Australia is furious that one of its kangaroo skinners faces a kangaroo court at Guantanamo Bay.
Canada is silent as one of its black lambs is led to the same fate.
Canadian citizen Omar Khadr, and Australian citizen Terry Hicks are among three men facing terrorist charges at the U.S. military’s internationally condemned “Gitmo” prison camp.
Under new U.S. Pentagon rules, the trials will allow hearsay and evidence obtained under coercion, and prevent defence lawyers from seeing “classified” evidence.
Khadr and Hicks were picked up in Afghanistan in 2002 as “enemy combatants”
for Osama bin Laden’s Al-Qaida/Taliban network.
Khadr was 15 at the time and has spent more than four years at Gitmo, most of that time without being charged, frequently in isolation, treated shabbily, and denied access to his Canadian lawyers.
The 31-year-old Australian is a former kangaroo skinner with a respectable father from Adelaide.
Hicks’ impending trial has created big noise in that country, with almost half the Australian Parliament signing a petition to the U.S. Congress last week demanding Hicks be sent home for trial or moved to a “properly constituted” court.
Khadr, now 20, comes from a notorious Canadian family whose now-slain father was an ally of bin Laden’s, raising his children to be martyrs for jihad.
Khadr’s impending trial has caused barely a sparrow’s peep in this country.
The peep came in the form of an open letter last week from six ex-foreign affairs ministers, ranging from Tory Joe Clark to Liberal John Manley, urging Stephen Harper’s Conservatives to lobby the White House to close Gitmo and “release detainees immediately, unless they are to be charged and tried” under “recognized” justice standards.
Harper and not quite all of the Canadian media ignored the plea. In Canada, the kid from a bad family is not seen as worth rattling “warm relations”
with the George W. Bush regime.
Canada’s Parliament stands mute, watching senior U.S. military defence lawyers — aghast at the court’s mandate — carry the torch for Khadr’s right to a fair trial.
His appointed lawyer, Lt.-Col. Colby Vokey, told the press last week that “for a boy who was 15 when he was captured and who has been held by the U.S.
for almost five years, it’s ridiculous to charge him.
“You’ve got to just get him home to Canada now.”
Vokey, who has lodged a military complaint about abuse at Gitmo, says “the visitation rules and restrictions on my ability to communicate with Omar have been ridiculous.”
The new Pentagon rules follow the U.S. Supreme Court’s rejection of previous Gitmo trial plans as unconstitutional.
U.S. Marine Col. Dwight Sullivan, the Pentagon’s chief defence counsel, has described the rules as “carefully crafted to ensure than an accused can be convicted — and possibly executed — based on nothing but a coerced confession.”
Canadian legal observers note that post-9/11 anti-terrorism laws passed here in 2001 make activity in terrorist groups in Canada or abroad a criminal offence.
Khadr could be tried here. Instead, as Clark and Manley write, “the Canadian government has been notably silent on the matter,” other than Foreign Affairs Minister Peter MacKay claiming the U.S. has given “assurances” of “humanitarian standards” at Gitmo.
The U.S. also gave us assurances on Maher Arar after sending him to Syria to be tortured.
Shame on Canada, the once-great defender of human rights.
Voice mail: 604-605-2094;
E-mail: [email protected]
ZNetwork is funded solely through the generosity of its readers.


Task prompt -
The entries must be set down again word for word; no pictures belong in the copy.

Material provided -

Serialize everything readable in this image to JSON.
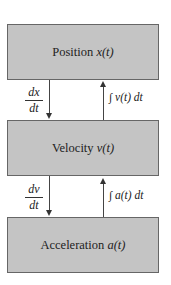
{
  "boxes": [
    {
      "label": "Position",
      "var": "x(t)"
    },
    {
      "label": "Velocity",
      "var": "v(t)"
    },
    {
      "label": "Acceleration",
      "var": "a(t)"
    }
  ],
  "derivatives": [
    {
      "num": "dx",
      "den": "dt"
    },
    {
      "num": "dv",
      "den": "dt"
    }
  ],
  "integrals": [
    {
      "symbol": "∫",
      "expr": "v(t) dt"
    },
    {
      "symbol": "∫",
      "expr": "a(t) dt"
    }
  ]
}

Exercise answer -
Serialize everything readable in this image to JSON.
{
  "boxes": [
    {
      "label": "Position",
      "var": "x(t)"
    },
    {
      "label": "Velocity",
      "var": "v(t)"
    },
    {
      "label": "Acceleration",
      "var": "a(t)"
    }
  ],
  "derivatives": [
    {
      "num": "dx",
      "den": "dt"
    },
    {
      "num": "dv",
      "den": "dt"
    }
  ],
  "integrals": [
    {
      "symbol": "∫",
      "expr": "v(t) dt"
    },
    {
      "symbol": "∫",
      "expr": "a(t) dt"
    }
  ]
}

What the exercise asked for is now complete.